How Union Pacific Measures Train Performance

Woody Sutton, VP Manifest Products, says trip plan compliance is absolutely critical in premium product like the Express Lane service for perishables. This innovative service provides guaranteed transit times from California's San Joaquin Valley and the Pacific Northwest to New York, Boston, Philadelphia, Atlanta and central Florida.

Depending on origins and destinations Express Lane offers seventh through tenth morning availability, costs in the neighborhood of $7,000 a car (roughly a $2,000 discount to an equivalent truck rate) and offers rebates of up to $200 of the car does not make plan. So the stakes for both beneficial owner of the goods and the railroads are substantial.

These UP measures can be applied by anybody, though most particularly the shortline originating the load (nearly half of all Express Lane shipments originate on UP connecting shortlines). The biggest requirement is for an active, measurable Interline Service Agreement between UP and the shortline establishing the time, place, and frequency of interchange.

It is highly recommended the shortline measure its own performance according to these benchmarks. Only then can shipper, shortline and class 1 be sure everything is done According to Plan, on time every time without fail.

The Measures:

  1. Do we have a Safety Plan? The ASLRRA has a dandy one for shortlines, already blessed by the FRA.
  2. Did we run the train on time? That is to say cars are placed and pulled to meet customer expectation and loads and documentation are available at interchange to meet the ISA requirements.
  3. Did the train have the right cars on it? If you've got a waybill in the works but the car wasn't pulled for some reason, you have a failure. Also if a car is pulled ahead of its documentation.
  4. Did we use the resources efficiently? Equipment is expensive and to have it sitting around "just in case" robs somebody else of a load.
  5. Did we do it safely? Measure things like reportable injuries (the ASLRRA has shortline conversion factor to measure 200 man-hour equivalents), grade crossing incidents, and derailments.

In sum, the economic incentives - premium rates for premium service - are enough to take points out of the operating ratio without draconian measure on the expense side of the ledger. Thanks, Woody, for the insights.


**Task goal:** Pictures aside, the output must consist of the lines from the one containing "The image size" through the end of the data, reproduced exactly.

**Pixel coordinate grounding data:**
[Start of section]

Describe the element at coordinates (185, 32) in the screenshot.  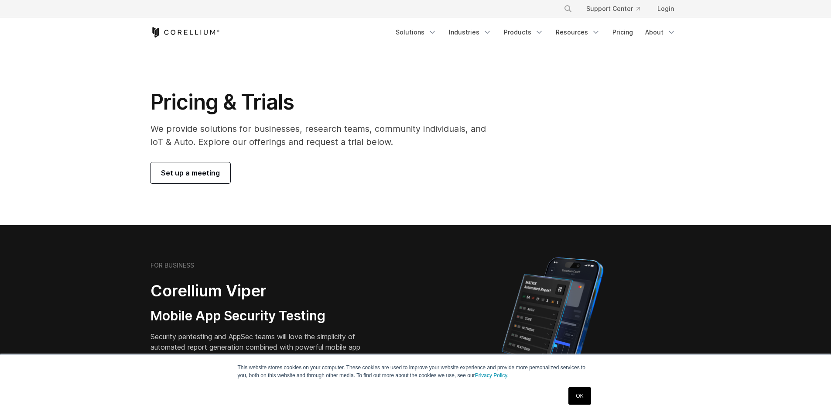
I see `a: Corellium Home` at that location.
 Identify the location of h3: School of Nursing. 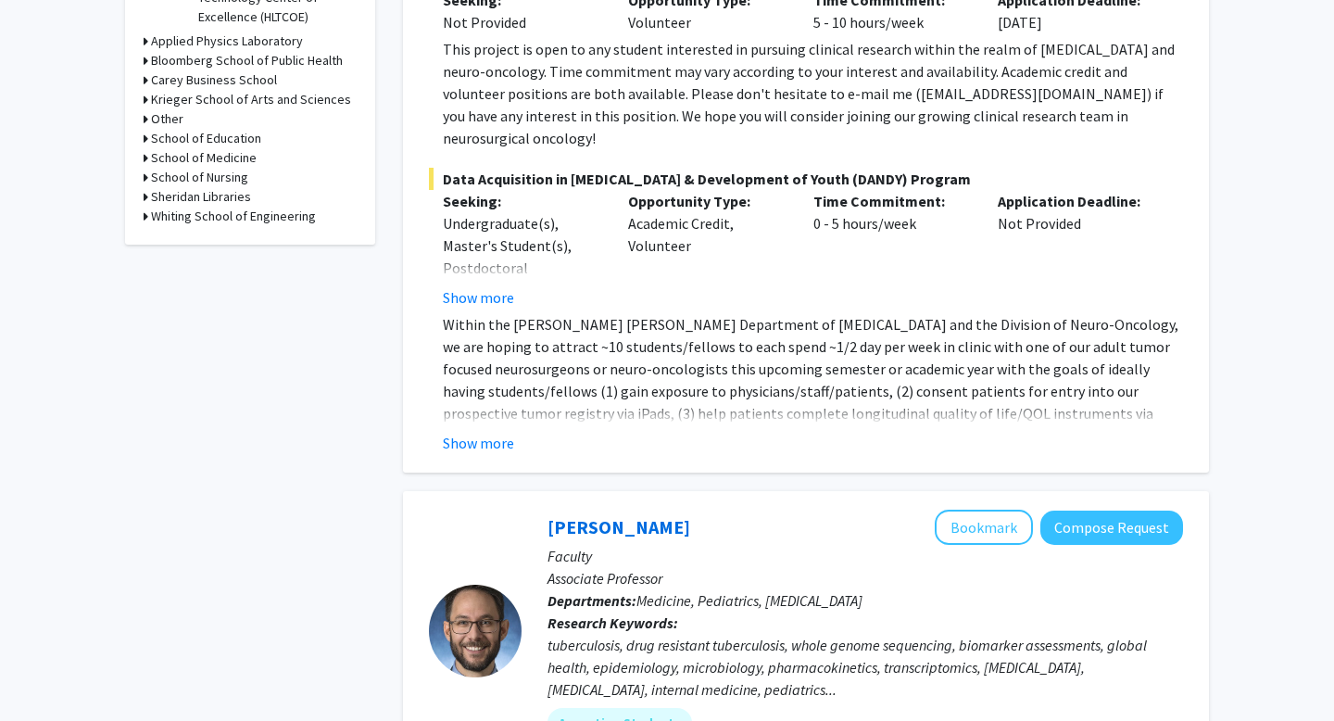
(199, 177).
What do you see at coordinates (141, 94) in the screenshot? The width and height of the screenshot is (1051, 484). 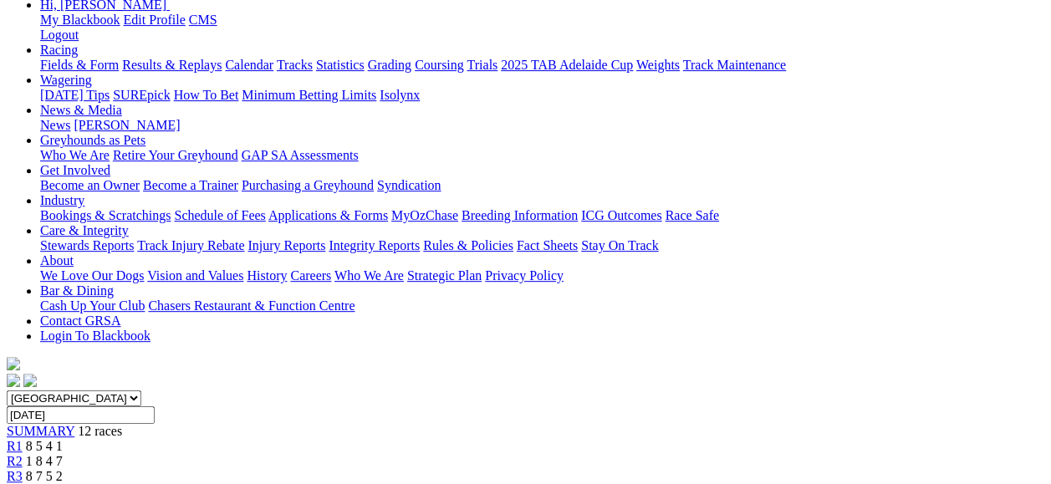 I see `a: SUREpick` at bounding box center [141, 94].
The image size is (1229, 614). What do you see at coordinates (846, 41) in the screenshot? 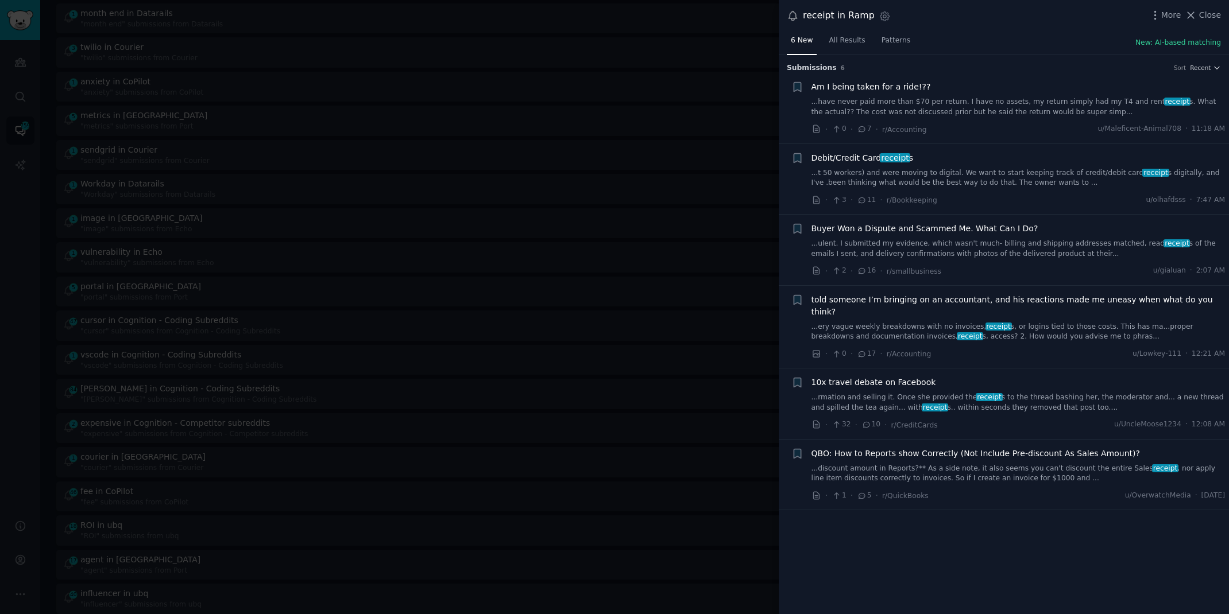
I see `span: All Results` at bounding box center [846, 41].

[End of section]

**Result of this exercise:**
The image size is (1229, 614). What do you see at coordinates (846, 41) in the screenshot? 
I see `span: All Results` at bounding box center [846, 41].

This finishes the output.